Miller, aided by two deputies from the Orange County Sheriff’s

Harbor Patrol, started the auction at about 9 a.m. Friday on a dock

outside the Harbor Patrol’s Bayside Drive station. The crowd started

to trickle away after the Hunter was auctioned off, and the bidding

stopped about a half an hour after it started. The last boats to go

were four nearly identical white sabots, minus rigging, that looked

somewhat weather beaten and worn.

“What you see is what you get,” Miller told potential bidders.

The final four boats were auctioned off for successively higher

prices. The first went for $20 and the last was won with a $60 bid.

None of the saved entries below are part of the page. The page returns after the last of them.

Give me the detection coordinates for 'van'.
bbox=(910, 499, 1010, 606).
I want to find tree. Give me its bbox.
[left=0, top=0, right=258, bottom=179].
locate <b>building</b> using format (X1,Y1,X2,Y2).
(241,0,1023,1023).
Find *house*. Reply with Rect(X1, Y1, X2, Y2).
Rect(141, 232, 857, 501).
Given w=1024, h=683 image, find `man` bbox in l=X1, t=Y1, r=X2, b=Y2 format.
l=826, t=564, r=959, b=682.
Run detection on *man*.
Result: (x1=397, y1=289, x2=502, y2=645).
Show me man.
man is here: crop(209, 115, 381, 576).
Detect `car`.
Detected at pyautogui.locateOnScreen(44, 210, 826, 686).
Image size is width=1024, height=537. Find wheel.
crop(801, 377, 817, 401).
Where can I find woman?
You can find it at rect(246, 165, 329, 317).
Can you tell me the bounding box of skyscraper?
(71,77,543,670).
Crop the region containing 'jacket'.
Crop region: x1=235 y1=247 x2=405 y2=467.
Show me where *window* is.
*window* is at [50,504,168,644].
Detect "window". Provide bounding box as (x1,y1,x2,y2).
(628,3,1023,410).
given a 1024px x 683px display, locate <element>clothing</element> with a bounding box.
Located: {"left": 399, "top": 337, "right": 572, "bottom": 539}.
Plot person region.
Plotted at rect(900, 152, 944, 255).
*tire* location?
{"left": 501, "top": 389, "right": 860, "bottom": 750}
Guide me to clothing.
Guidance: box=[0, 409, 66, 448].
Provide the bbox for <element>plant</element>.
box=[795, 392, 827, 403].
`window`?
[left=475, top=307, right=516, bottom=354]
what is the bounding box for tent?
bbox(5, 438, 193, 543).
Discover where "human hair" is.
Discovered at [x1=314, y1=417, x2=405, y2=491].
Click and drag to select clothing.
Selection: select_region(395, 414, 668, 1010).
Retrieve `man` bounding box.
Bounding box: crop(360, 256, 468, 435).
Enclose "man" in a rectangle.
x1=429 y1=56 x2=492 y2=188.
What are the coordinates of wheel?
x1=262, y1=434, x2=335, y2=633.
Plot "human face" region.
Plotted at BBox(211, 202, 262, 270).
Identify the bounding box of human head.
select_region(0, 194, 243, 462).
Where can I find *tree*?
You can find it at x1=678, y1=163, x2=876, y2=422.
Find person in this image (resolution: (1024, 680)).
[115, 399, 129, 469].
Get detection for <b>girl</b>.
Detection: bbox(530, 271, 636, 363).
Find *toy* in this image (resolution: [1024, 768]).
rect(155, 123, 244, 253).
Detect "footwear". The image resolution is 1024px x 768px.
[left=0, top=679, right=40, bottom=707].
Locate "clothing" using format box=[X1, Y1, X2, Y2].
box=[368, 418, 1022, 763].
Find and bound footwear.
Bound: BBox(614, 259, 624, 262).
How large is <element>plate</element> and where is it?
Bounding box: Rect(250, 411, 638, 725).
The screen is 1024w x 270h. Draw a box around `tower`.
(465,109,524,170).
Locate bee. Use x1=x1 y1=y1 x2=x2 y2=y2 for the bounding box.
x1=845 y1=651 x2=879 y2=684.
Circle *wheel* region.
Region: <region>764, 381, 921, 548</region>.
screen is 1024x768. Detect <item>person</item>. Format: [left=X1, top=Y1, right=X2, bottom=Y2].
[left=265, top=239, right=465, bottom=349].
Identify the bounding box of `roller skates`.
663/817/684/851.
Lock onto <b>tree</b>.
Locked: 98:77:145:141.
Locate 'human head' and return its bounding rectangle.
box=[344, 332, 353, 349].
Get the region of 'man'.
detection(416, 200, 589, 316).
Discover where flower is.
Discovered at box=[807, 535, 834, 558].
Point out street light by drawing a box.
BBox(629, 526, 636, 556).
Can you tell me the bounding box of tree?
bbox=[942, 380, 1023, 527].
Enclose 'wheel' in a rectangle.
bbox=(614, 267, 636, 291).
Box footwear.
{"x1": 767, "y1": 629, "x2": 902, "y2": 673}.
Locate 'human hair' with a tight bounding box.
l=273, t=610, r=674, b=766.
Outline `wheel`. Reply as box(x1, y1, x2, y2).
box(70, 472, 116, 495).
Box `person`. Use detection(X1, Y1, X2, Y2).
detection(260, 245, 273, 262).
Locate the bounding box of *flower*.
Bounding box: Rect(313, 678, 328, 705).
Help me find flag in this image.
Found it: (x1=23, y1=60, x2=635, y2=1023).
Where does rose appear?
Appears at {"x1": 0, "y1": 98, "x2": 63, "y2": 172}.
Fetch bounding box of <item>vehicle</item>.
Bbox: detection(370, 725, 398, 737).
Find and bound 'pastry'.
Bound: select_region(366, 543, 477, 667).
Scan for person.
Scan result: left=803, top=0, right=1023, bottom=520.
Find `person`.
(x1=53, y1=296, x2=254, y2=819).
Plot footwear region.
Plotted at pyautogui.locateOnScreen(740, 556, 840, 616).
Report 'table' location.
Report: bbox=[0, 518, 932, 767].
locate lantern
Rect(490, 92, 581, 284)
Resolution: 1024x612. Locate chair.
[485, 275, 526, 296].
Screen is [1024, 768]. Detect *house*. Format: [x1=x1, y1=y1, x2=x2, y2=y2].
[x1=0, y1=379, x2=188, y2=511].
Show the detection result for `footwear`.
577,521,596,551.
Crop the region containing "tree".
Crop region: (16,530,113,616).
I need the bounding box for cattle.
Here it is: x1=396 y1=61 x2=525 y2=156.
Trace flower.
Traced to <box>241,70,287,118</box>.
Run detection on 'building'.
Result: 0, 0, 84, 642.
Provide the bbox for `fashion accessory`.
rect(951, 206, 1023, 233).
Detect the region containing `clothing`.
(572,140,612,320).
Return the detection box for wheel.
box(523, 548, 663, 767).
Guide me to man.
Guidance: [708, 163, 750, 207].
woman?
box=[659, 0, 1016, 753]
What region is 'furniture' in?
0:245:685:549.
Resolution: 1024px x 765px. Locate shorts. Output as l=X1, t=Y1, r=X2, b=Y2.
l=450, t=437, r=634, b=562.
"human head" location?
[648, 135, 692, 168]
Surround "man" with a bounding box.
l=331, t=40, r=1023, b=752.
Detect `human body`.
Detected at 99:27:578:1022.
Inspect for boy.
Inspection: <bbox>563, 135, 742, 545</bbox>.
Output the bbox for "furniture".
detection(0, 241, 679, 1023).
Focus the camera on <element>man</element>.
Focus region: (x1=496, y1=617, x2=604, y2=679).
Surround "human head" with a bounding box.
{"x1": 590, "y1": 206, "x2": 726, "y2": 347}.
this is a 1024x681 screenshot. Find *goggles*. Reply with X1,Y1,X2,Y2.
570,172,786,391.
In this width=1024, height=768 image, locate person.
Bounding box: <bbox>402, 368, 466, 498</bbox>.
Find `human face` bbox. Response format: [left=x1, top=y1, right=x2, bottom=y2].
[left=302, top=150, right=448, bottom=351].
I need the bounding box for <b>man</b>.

Tina Caricari, who lives in Tustin, bought one of the sabots for

$40. Her husband Mike enjoys fishing and she phoned him after her win

to let him know he had just became a sabot owner.

“He was happy it was 40 bucks,” Caricari said.

Smaller boats that end up at auctions are often found lost at sea,

Harbor Patrol deputy William Nelson said. All it takes is a strong

wind to blow a small craft away from a beach.

“They all have their own story,” Nelson said.

The Hunter accounted for most of the auction’s $9,760 take. By the

end of the cash-only auction, Miller was left counting a fistful of

greenbacks that included a good deal of $100 bills.

Boat auctions are held sporadically, Miller said. Newport’s Harbor

Resources Division announces auctions whenever there are enough

abandoned boats on hand to make one worthwhile.

With the exception of one of the smaller boats that was found in

the county’s jurisdiction, the money from Friday’s auction goes into

Newport Beach’s coffers, Miller said.